The Sparkling Trout Beneath the Bank: Douglas on Laura Park

The MoCCA festival was a few weeks ago, but the thing I kept pointing people toward there is the same thing I've been showing off to friends back home: a self-published, 28-page minicomic by Laura Park called Do Not Disturb My Waking Dream. This is apparently her first print comic, although she posts a lot of her drawings and comics on Flickr. (I've been looking at her Flickr page every so often since I got the mini--there's a lot of stuff to go through there.)

Do Not Disturb is really just a collection of miscellany--a bunch of one- and two- and four-panel strips and sketches, with one story-like thing in the middle of it: six pages of a little fable called "How Does Your Garden Grow?," which cuts off in the middle with a "To Be Continued. (Sorry!)" There are some bits about Park herself, mostly about her relationship with her cat Lewis; there are a couple of illustrated recipes; there's a one-page jam with Julia Wertz; there's a great little drawing of herself as a child, captioned "I spent a lot of afternoons making eucalyptus bark masks."

I've kept coming back to Do Not Disturb, because Park's artwork is such a joy to look at. She's got a Steven Weissman-like gift for big-headed caricatures (especially for her self-portraits--squat and moody, with downcast eyes, all her features taken care of with a few brisk dashes), but she's also got a really striking way with rendering tones and shapes and backgrounds, and she adjusts her technique for almost every piece. Plus she's really funny when she wants to be. I've been grinning every time I look at her piece about "the terrifying spider that lives in my bathroom."

There's a certain kind of cartoonist archetype that Park sorta fits into: the kind with a fondness for old-time music (the title of Do Not Disturb comes from a Carter Family song, "The Winding Stream"), an extensive sketchbook, and a reflex of self-deprecation that sometimes crosses the line into cruelty. That last thing is the only part of Do Not Disturb that bugs me; it's a bad habit she shares with Chris Ware and Ivan Brunetti, and in all three cases they're so talented that it becomes functionally the same thing as fishing for compliments. A line like "I'm wandering through the black hole of self-loathing, embracing my worthlessness and choking on the stagnant fumes of my profound inadequacy" is the sort of thing you can really only get away with once before it starts getting old.

"No part of this publication may be reproduced without permission (unless you want to review it, but that probably won't happen)," says the copyright page. So much for that--! This is very good stuff by an artist I'm looking forward to seeing more from in the future. Maybe she'll do longer pieces, maybe she won't; a couple of people I've shown it to have said they'd like to see her do some kind of extended narrative, and I would too, but I'd also be happy just to have more collections of tiny pieces like this one. I have no idea if she plans to sell copies of Do Not Disturb at any future cons, but the email address she lists on the inside front cover is pancakemahoney (at-sign) gmail.com.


What you will do: Identify each line below that contains the word "Billions", and copy it out.

Records from a collection:
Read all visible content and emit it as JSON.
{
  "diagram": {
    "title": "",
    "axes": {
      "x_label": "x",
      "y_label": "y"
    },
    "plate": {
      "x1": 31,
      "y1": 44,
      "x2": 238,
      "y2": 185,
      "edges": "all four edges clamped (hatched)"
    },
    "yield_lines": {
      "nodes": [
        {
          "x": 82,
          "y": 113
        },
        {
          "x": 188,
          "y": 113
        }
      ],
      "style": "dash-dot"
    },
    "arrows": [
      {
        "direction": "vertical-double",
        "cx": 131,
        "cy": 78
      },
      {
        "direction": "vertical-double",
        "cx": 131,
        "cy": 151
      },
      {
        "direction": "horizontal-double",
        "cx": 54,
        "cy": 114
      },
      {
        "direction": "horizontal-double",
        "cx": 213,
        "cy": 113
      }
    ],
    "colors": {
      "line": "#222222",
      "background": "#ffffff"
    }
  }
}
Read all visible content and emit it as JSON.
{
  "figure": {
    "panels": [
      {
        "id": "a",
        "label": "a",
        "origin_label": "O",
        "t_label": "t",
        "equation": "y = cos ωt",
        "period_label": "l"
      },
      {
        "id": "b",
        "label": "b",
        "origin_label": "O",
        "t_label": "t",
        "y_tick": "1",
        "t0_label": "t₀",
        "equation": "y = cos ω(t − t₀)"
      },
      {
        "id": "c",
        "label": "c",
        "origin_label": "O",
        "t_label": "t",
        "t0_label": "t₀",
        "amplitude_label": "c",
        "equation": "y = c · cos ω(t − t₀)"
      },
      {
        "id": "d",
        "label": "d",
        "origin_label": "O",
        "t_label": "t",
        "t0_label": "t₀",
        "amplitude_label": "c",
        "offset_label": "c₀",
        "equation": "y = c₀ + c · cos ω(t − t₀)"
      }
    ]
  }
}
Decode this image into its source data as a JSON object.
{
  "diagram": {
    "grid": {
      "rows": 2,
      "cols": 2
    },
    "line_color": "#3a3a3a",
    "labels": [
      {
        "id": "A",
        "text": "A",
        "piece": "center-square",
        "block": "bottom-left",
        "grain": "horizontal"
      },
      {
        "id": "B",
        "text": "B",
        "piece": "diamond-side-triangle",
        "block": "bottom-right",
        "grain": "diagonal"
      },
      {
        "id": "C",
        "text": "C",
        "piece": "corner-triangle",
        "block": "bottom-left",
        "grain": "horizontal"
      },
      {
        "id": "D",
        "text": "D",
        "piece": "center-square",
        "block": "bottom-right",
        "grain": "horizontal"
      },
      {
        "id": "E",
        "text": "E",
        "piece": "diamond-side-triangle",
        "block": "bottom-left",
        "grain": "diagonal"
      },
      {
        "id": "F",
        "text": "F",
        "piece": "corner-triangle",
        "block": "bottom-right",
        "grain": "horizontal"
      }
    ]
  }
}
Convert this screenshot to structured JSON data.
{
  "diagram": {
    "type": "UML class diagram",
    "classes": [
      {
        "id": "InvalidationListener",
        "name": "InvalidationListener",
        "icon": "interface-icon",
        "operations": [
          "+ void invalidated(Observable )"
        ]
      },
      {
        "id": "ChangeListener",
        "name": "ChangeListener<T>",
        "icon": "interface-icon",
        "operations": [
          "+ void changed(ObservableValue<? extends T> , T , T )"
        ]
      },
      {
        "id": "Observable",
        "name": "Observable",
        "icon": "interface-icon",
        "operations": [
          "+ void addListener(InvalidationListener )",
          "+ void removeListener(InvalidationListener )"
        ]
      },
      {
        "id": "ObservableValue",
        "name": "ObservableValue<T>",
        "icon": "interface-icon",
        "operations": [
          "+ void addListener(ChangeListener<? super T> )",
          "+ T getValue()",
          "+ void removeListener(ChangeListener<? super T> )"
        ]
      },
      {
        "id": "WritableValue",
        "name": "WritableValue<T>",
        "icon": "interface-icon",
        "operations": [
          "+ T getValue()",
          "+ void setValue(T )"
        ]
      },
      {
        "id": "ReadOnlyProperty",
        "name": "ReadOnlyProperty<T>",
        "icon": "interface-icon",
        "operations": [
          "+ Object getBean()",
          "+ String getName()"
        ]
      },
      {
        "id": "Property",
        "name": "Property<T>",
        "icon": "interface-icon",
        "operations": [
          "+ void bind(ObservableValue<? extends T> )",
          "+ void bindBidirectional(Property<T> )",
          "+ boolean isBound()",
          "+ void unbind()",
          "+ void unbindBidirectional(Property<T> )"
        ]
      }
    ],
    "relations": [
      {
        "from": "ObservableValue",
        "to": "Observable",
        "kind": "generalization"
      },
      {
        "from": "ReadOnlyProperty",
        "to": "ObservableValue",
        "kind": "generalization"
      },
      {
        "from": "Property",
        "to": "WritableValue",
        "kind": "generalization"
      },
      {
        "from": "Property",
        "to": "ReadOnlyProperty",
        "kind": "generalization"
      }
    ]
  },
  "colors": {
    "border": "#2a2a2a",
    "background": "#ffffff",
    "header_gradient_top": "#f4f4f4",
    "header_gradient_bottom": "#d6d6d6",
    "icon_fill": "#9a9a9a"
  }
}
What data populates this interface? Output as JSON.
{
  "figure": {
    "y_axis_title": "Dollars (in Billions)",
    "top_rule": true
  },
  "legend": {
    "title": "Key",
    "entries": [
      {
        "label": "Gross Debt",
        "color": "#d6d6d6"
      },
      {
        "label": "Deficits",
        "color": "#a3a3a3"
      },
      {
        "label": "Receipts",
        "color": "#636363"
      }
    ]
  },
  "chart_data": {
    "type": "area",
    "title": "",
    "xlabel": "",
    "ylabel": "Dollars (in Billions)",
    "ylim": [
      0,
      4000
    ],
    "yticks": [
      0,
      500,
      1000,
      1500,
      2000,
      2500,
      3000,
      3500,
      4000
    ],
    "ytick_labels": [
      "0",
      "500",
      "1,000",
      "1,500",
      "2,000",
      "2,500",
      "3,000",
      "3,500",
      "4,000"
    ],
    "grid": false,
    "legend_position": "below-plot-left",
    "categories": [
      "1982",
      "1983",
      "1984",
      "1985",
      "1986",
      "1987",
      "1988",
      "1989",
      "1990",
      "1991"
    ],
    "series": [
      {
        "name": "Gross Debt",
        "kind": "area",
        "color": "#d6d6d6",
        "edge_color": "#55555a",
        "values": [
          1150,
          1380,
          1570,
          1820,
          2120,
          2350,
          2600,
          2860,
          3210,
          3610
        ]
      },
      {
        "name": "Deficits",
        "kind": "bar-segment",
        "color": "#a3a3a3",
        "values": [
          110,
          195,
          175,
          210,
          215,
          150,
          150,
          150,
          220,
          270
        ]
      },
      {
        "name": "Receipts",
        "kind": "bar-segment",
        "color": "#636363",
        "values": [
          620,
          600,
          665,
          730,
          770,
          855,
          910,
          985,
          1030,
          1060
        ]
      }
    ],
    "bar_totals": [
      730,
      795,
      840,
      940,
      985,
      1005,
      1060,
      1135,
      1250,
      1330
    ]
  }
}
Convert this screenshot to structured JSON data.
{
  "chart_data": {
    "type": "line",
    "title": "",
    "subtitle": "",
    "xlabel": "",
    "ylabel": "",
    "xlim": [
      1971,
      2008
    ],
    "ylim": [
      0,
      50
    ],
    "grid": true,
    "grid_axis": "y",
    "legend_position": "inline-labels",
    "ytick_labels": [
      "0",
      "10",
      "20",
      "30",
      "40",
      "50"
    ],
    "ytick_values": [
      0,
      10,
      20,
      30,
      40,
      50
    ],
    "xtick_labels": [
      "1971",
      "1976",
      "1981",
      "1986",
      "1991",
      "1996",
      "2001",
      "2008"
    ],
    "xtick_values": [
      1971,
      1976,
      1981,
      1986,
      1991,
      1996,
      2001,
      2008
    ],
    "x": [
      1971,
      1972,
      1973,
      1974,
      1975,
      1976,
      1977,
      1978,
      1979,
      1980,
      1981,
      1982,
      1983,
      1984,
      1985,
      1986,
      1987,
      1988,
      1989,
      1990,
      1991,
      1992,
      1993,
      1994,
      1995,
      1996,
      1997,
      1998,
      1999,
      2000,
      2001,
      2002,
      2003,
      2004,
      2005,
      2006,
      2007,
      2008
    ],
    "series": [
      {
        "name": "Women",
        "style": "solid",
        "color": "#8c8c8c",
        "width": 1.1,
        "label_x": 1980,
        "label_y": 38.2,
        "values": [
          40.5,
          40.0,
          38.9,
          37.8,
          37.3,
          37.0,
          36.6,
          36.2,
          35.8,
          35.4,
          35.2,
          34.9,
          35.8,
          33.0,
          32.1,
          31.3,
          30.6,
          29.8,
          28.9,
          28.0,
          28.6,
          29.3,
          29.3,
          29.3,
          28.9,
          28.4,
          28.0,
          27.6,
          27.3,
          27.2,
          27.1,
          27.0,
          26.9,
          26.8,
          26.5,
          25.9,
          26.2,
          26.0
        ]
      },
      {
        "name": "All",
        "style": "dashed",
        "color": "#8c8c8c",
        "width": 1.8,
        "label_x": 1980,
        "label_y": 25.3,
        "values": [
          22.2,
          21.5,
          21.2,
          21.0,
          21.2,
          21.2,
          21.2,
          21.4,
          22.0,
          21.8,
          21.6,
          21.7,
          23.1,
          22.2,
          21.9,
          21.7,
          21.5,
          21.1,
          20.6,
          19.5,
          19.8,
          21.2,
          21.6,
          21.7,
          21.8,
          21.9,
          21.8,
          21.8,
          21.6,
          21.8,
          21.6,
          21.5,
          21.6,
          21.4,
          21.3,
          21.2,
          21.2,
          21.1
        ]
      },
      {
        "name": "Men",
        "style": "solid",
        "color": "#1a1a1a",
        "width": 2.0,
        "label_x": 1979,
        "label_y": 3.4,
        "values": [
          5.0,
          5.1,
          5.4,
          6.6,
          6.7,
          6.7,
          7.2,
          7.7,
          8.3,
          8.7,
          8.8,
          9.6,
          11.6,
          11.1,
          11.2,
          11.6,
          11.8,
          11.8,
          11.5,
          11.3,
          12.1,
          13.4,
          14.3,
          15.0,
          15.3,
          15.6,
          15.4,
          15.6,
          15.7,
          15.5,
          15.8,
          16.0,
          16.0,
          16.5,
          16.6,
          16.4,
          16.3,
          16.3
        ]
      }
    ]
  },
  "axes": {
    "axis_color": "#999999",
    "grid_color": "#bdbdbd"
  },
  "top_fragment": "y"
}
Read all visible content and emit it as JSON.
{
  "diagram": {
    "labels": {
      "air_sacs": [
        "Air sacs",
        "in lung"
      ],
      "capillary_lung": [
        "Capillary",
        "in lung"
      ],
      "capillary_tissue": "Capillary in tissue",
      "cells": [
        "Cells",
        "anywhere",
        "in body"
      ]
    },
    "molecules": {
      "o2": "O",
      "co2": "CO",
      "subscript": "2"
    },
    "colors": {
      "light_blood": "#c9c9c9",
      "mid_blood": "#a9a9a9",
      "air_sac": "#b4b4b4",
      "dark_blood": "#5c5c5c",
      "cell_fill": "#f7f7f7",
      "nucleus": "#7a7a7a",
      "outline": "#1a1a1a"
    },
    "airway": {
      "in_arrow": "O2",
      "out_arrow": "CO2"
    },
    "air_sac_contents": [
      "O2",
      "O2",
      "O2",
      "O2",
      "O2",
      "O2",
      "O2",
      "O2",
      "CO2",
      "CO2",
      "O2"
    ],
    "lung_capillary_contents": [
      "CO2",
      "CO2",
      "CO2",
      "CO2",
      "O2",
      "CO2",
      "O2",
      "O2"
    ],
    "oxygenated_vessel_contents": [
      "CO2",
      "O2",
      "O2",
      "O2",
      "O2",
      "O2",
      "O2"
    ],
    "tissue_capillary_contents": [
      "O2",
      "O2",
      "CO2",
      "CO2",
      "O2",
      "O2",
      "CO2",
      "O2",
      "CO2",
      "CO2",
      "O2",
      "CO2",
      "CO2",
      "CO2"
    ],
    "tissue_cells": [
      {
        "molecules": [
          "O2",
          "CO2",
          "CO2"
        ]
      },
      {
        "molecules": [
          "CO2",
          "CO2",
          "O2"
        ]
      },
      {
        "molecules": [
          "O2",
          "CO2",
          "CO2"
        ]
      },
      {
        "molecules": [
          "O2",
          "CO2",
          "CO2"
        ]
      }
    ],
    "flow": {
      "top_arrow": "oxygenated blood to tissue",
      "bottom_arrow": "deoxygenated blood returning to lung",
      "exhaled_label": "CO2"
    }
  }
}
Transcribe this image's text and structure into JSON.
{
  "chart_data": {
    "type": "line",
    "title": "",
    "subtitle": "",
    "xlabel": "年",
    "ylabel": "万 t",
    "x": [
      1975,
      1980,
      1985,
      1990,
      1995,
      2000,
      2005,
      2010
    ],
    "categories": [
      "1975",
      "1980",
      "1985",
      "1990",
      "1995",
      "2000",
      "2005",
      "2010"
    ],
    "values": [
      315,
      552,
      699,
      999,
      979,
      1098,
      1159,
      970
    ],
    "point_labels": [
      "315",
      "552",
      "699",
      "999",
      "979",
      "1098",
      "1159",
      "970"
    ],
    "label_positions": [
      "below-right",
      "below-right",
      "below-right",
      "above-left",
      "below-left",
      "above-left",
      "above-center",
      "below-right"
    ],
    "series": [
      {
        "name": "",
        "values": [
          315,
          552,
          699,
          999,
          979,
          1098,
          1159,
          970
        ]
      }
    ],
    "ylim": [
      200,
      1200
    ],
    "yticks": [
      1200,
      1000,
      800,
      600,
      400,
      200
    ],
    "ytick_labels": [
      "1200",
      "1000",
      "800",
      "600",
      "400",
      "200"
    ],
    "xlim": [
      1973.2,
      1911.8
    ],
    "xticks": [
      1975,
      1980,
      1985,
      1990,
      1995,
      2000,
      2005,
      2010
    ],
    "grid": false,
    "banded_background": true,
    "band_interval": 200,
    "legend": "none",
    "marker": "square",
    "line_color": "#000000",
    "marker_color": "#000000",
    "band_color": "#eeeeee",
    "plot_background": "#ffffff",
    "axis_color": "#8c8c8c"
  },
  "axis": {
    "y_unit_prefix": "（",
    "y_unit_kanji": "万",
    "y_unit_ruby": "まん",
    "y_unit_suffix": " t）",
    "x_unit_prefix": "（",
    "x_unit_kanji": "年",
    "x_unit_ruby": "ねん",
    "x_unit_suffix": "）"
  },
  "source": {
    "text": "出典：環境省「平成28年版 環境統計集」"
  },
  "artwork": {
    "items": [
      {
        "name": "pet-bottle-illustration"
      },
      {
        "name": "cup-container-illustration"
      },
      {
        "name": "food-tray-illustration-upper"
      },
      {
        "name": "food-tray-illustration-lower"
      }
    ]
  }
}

Output for this exercise:
    "y_axis_title": "Dollars (in Billions)",
    "ylabel": "Dollars (in Billions)",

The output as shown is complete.